Life

Northern Ireland merry-go-round makes me sick

The children of the Troubles got a glimmer of hope for the future of their children in the Good Friday Agreement – but hope is being turned to disillusion by the squabbling of our politicians, writes Leona O'Neill

IT WAS Albert Einstein who said insanity was "doing the same thing over and over again and expecting different results".

I think all of us watching the same old nonsense unfold in Stormont might have been thinking along the same lines as Albert. For here we are looking at yet another crisis; staring into another abyss; wondering what the hell lies ahead of all of us; what the future will be like for ourselves and our children.

For those who might have been living on another planet for the past week and not have heard about the Stormont shenanigans, just ask any five-year-old child about a fight they witnessed in the playground at school – about who said what and who pulled who's hair and what names they called each other – and you'll have full clarity and total insight on proceedings up on the Hill.

I remember voting for the Good Friday Agreement. I was 23 years old. I had just met my husband, we were living on the Falls Road. Both of us were children of the Troubles, both carried the burden of that title in our hearts and minds. For we were traumatised by the things we saw as children and events we bore witness to as teenagers – shootings, bombings, killings.

We both lost friends and family to the Troubles and will bare the scars of those experiences until the day we leave this Earth. The Good Friday Agreement was a big rubber stamp on the fact that our future, and our future children's futures, was going to be without violence, without fear and uncertainty. It allowed us a glimmer of hope that we would be safe and able to live a relatively normal life, something that was robbed of all of us as children and young people.

It is frustrating and infuriating to see our politicians squabble it out endlessly over almost every issue. It is infuriating to watch them destroy any sense of pride we might have in this place. It is beyond soul destroying watching us stagger and limp from one crisis to another as our young people just give up hope and leave our shores for a 'better life' – one we simply cannot offer them here.

Flags, marches, yearly riots, protests, sporadic murders, green and orange politics have all become our new normal, replacing our old normal of murders, bombings and viciously and openly hating each other.

But it has been 17 years since we all signed up to this and with age should have come wisdom and maturity. Not here, though. Not Northern Ireland, which seems to be in a completely different realm to the real world.

What other country in the world would you see a prime minister insult an entire community he is paid well to represent? What other prime minister threatens to quit office regularly and then walks away when serious business needs done, throwing us into yet another crisis that will again destroy our reputation as a stable region and scupper any small chance we have of international investment and the jobs and prosperity that inevitably comes with it?

We deserve so much more than this. Our children and grandchildren deserve more than this; more than what some of these poor politicians have done for us. We need politicians who will do the job, not abandon us when the going gets tough. We need people who are serious about running this place, not about running it into the ground.

Please remember this debacle when the time comes around to vote. We do not want to find ourselves the personification of Einstein's quote. Let's stop doing the same things over and over again and expecting miracles. They will not happen.

What we really need is strong, mature, tolerant, forward-thinking people in power who can shake off the shackles of the past and lead us forward. I don't know about you, but going around and around in circles on the Northern Ireland merry-go-round has left me feeling really ill.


== Assignment ==
Retype exactly the lines from the one containing "Describe the element at coordinates (745, 262)" through the last line of the records below, including both, and leave out any pictures.

[Screenshot grounding data]
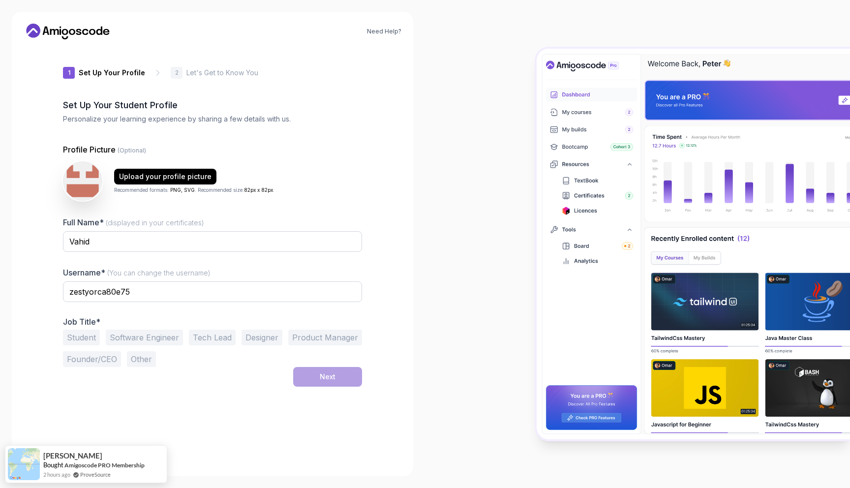 The height and width of the screenshot is (488, 850). I want to click on button: Student, so click(81, 337).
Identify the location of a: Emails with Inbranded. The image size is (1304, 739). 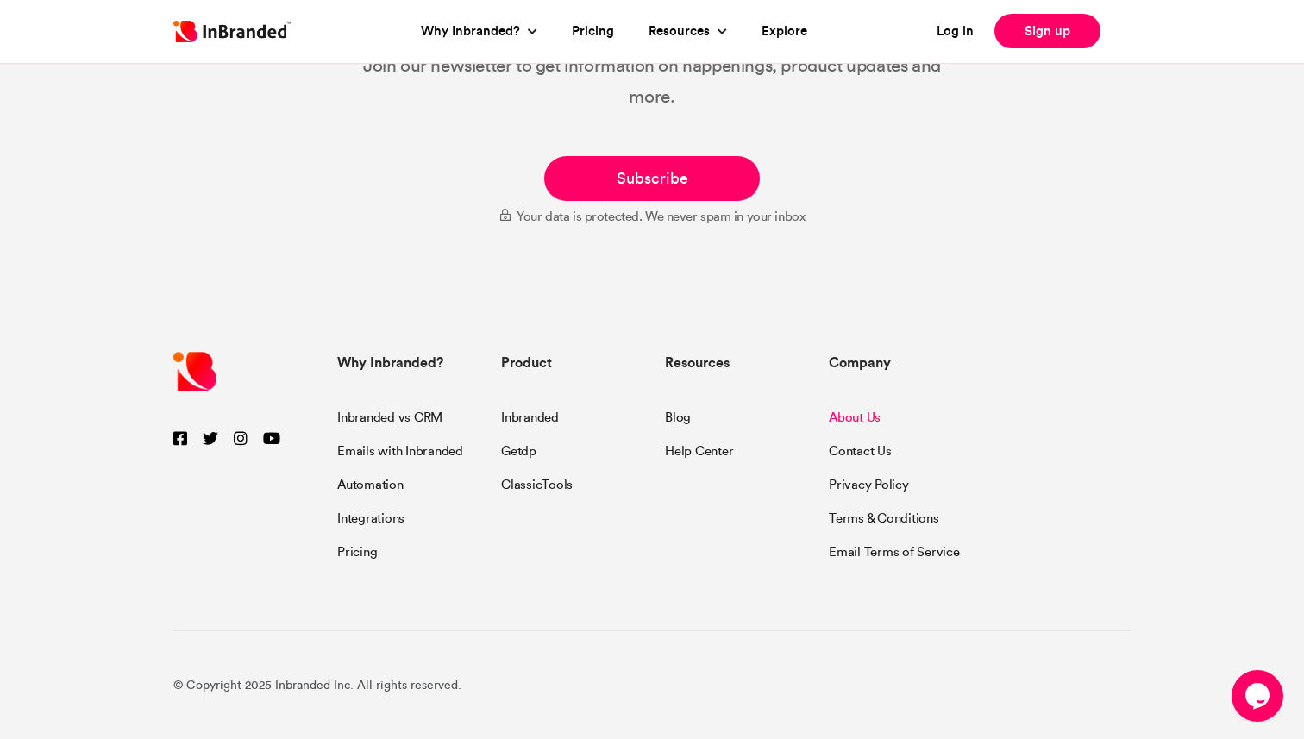
(400, 449).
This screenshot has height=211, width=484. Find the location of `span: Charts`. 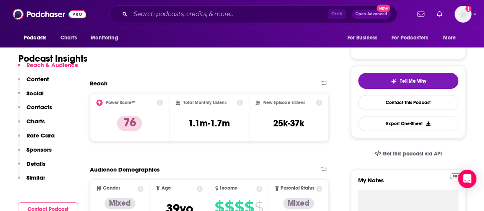

span: Charts is located at coordinates (69, 38).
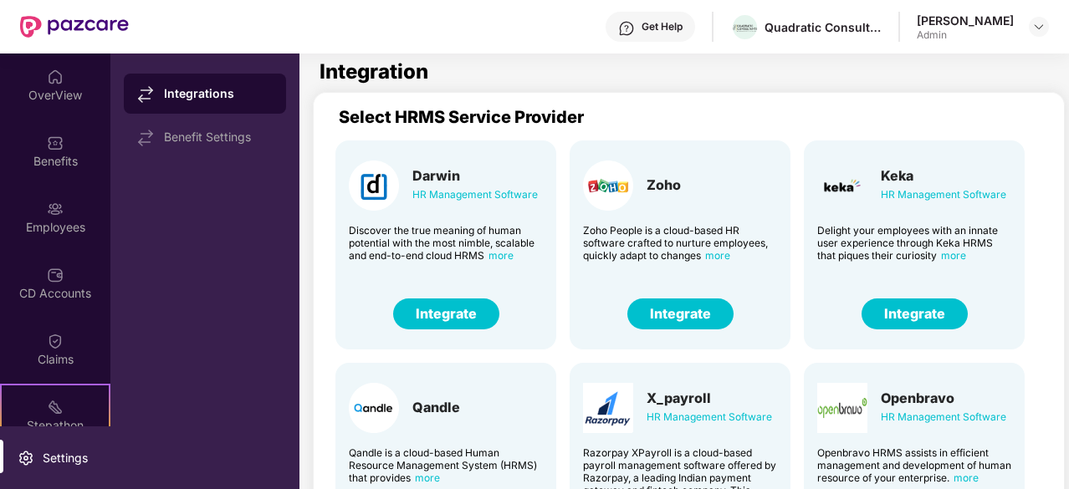  Describe the element at coordinates (943, 176) in the screenshot. I see `div: Keka` at that location.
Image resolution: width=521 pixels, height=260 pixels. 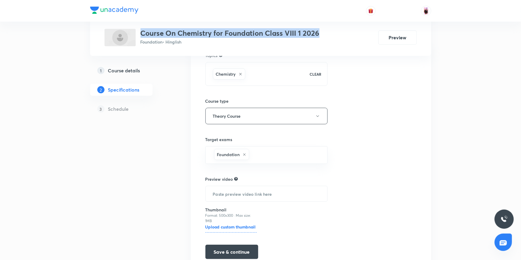 I want to click on h6: Target exams, so click(x=267, y=139).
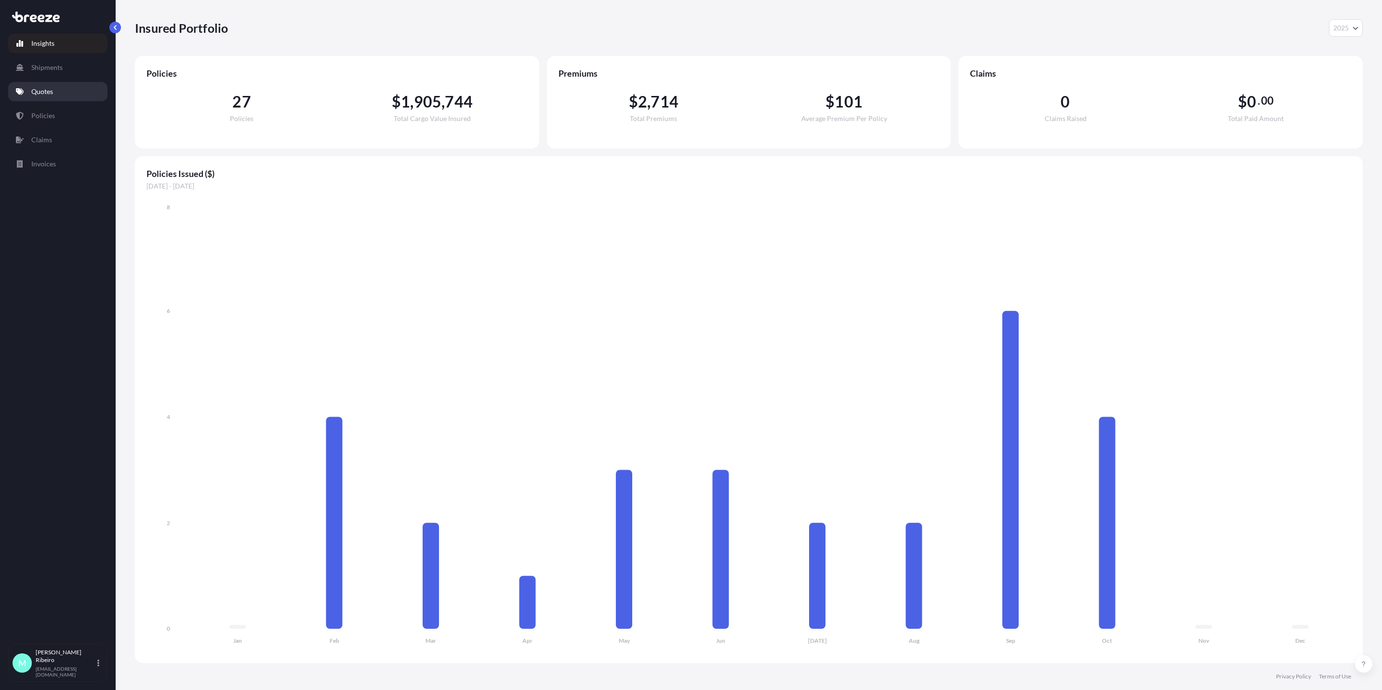 The image size is (1382, 690). What do you see at coordinates (58, 164) in the screenshot?
I see `a: Invoices` at bounding box center [58, 164].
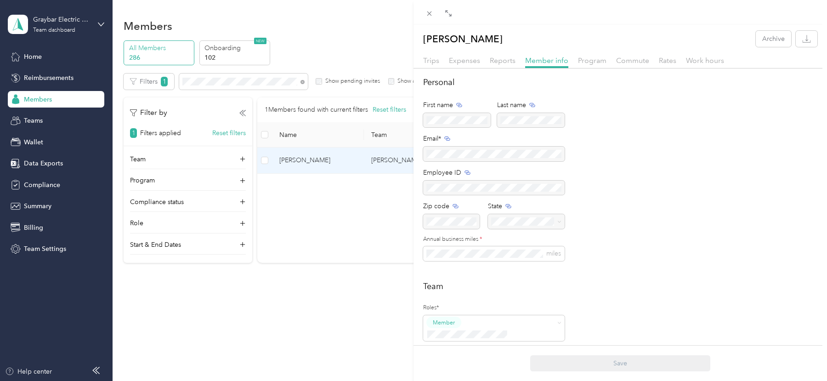 The width and height of the screenshot is (827, 381). I want to click on span: miles, so click(554, 253).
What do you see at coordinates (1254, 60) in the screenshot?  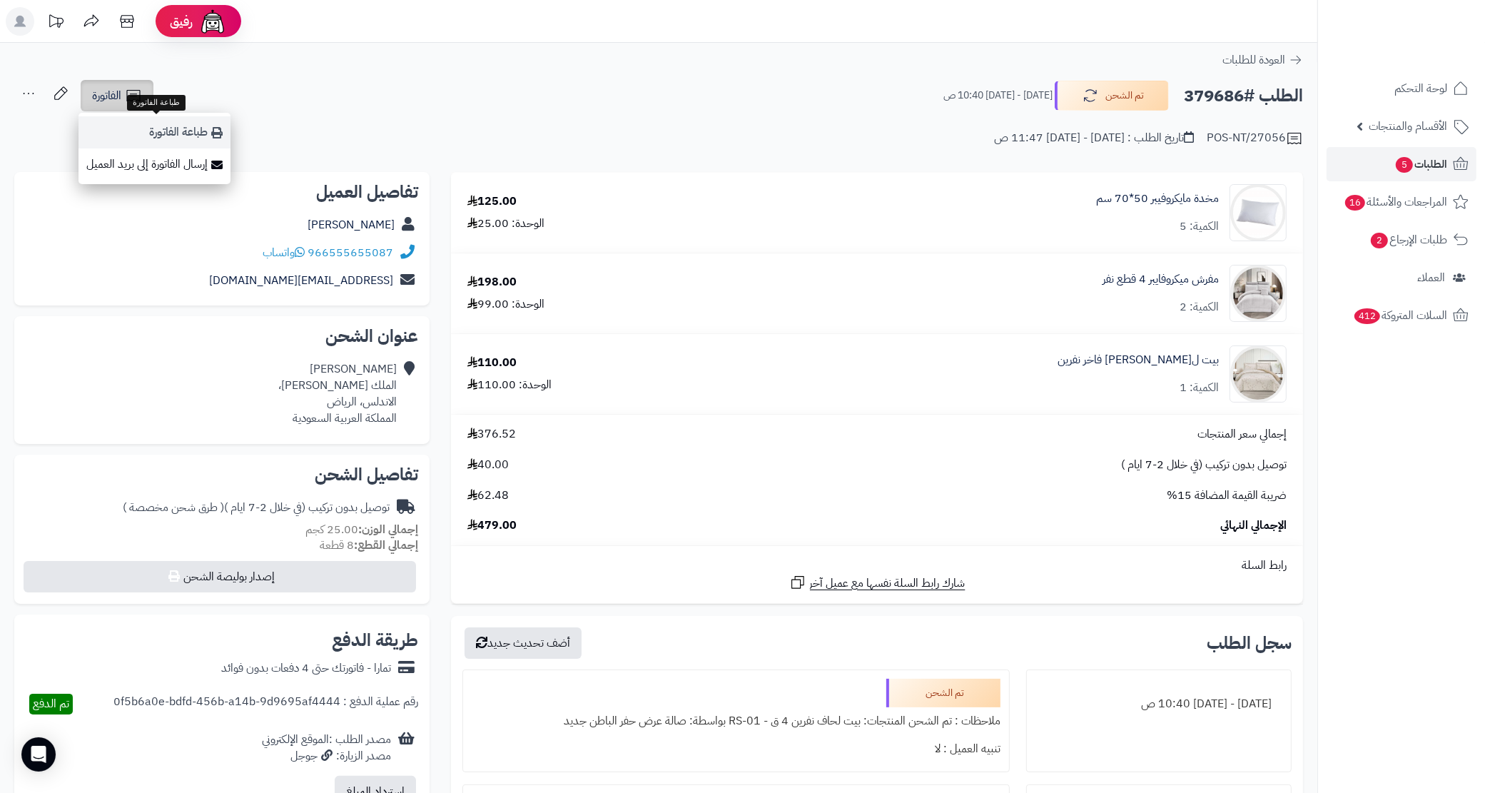 I see `span: العودة للطلبات` at bounding box center [1254, 60].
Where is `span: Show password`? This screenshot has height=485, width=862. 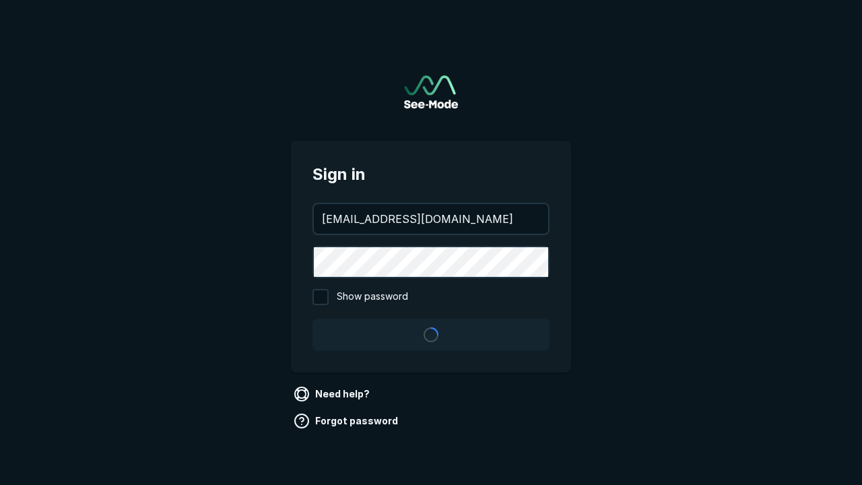 span: Show password is located at coordinates (372, 297).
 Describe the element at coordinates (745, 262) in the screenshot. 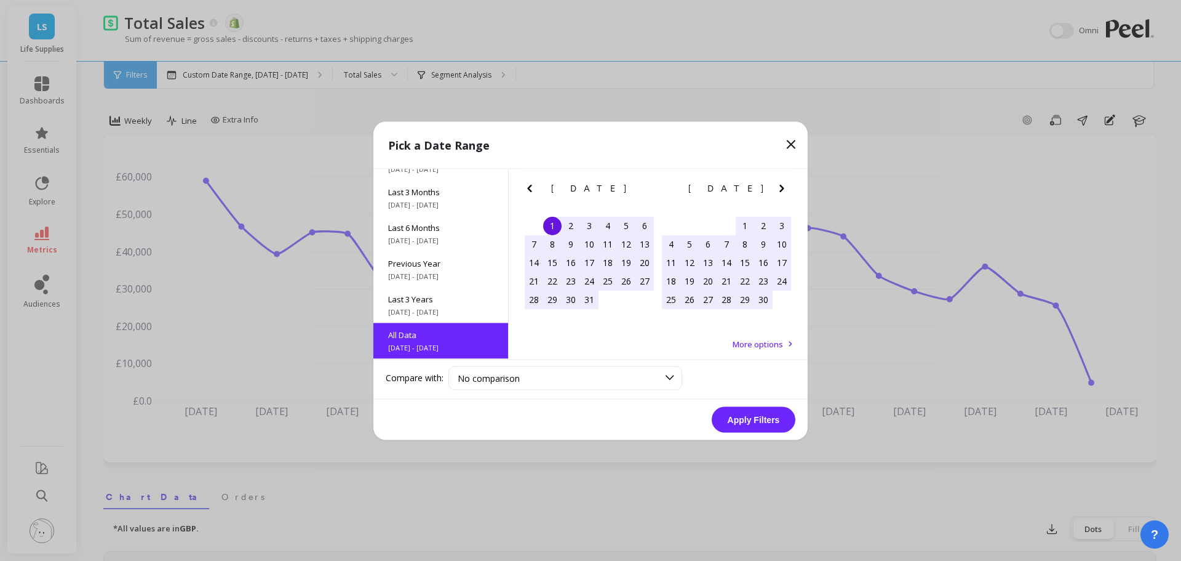

I see `div: Choose Thursday, June 15th, 2017` at that location.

== Completed task ==
 Describe the element at coordinates (745, 262) in the screenshot. 

I see `div: Choose Thursday, June 15th, 2017` at that location.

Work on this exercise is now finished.